Even little things can make a lot of difference. For example, DICK’S Sporting Goods is undergoing a significant cultural and organizational transformation to make its product teams more responsive and give them ownership over the entire application lifecycle. But on top of all the technological, structural and process improvements, there’s this from DICK’S Director of Engineering JP White:

“In addition to restructuring the way we’re working, we’ve restructured the physical layout of our offices, as well. So, as one team figures something out, there’s an opportunity to physically just spin around and … to talk to another teammate that may be facing a similar problem. And then that becomes kind of the de facto standard… The more we can identify these best practices and templates, it allows the teams to focus more on solving customer problems.”

-JP White, DICK'S Sporting Goods

Or, to put a finer point on it, there’s this from Thomas Fredell, Chief Product Officer of Merrill Corporation, a St.
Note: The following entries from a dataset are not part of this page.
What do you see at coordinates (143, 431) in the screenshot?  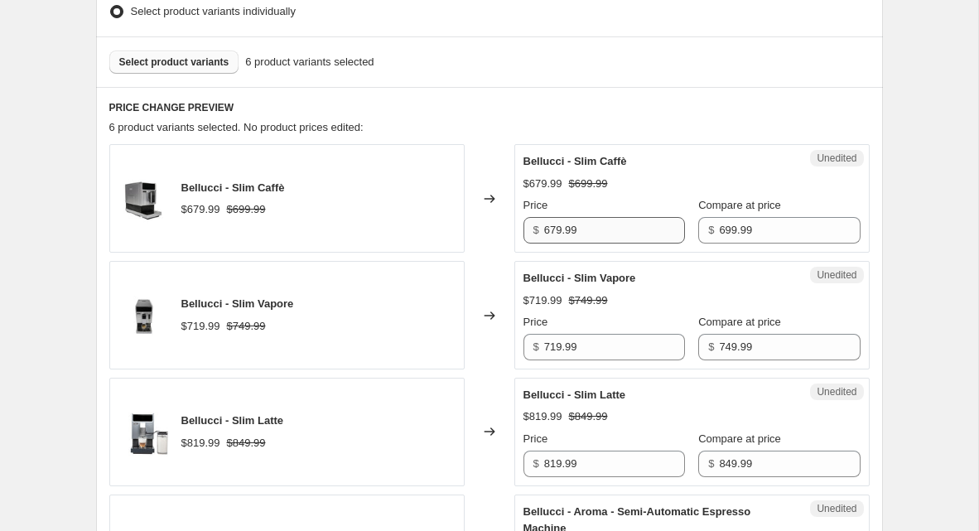 I see `img: bellucci-slim-latte-340880_80x.jpg` at bounding box center [143, 431].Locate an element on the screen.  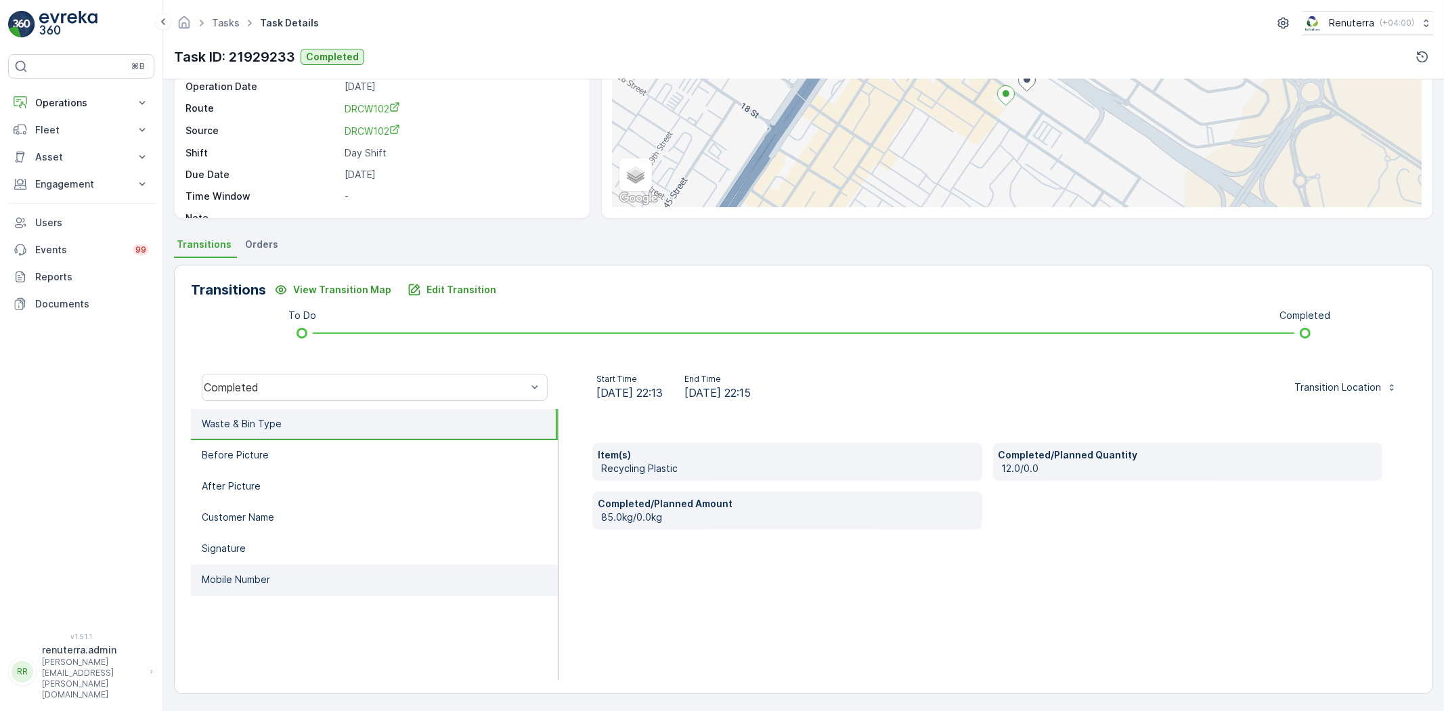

Paul, Minnesota-based company that manages document security for billions of dollars worth of transactions each year:

“Getting our teams up to speed and understanding what it meant to work with Pivotal crafted and formed the foundation that we needed. That's what we got out of the [Platform] Dojo. We got that jump start in terms of our knowledge and what we needed to start to be able to craft and to deliver our application on top of the foundation that Pivotal gives us.”

—Thomas Fredell, Merrill Corporation

The experiences at Boeing, DICK’S, and Merrill align closely with what Gartner found as part of its 2017 Enterprise DevOps Survey, in which respondents overwhelmingly pointed to culture and leadership buy-in as the two most people-centric aspects of scaling a DevOps initiative. Skills and technology are attainable, but a team that’s rotten from the inside or hamstrung from above will always be limited in terms of how well it can deliver on its objectives—especially when those objectives include leading the company into a new area.

Image from Gartner, Hack Your Culture to Drive Quality and DevOps Success; August 2018.

 

We’re here for you

If you’re struggling to get your digital transformation effort off the ground, or still trying to figure out where to start, don’t fret. This stuff is hard, especially when you’re a large organization with decades of technology and process to overcome. That’s why more than a decade after cloud computing hit the mainstream and we’ve all heard so much about how Google, Netflix, and Facebook operate, so many enterprises are only now really tackling modernization.

So read the analyst reports and watch our customer videos. Or, for more inspiration, check out our customer page highlighting what your peers are doing with Pivotal. And then get in touch: We have the technology, we have the methodology, and helped some of the world’s largest companies transform their businesses and IT processes for the digital world. You could be next.

 

About the Author

Derrick Harris

Derrick Harris is a product marketing manager at VMware.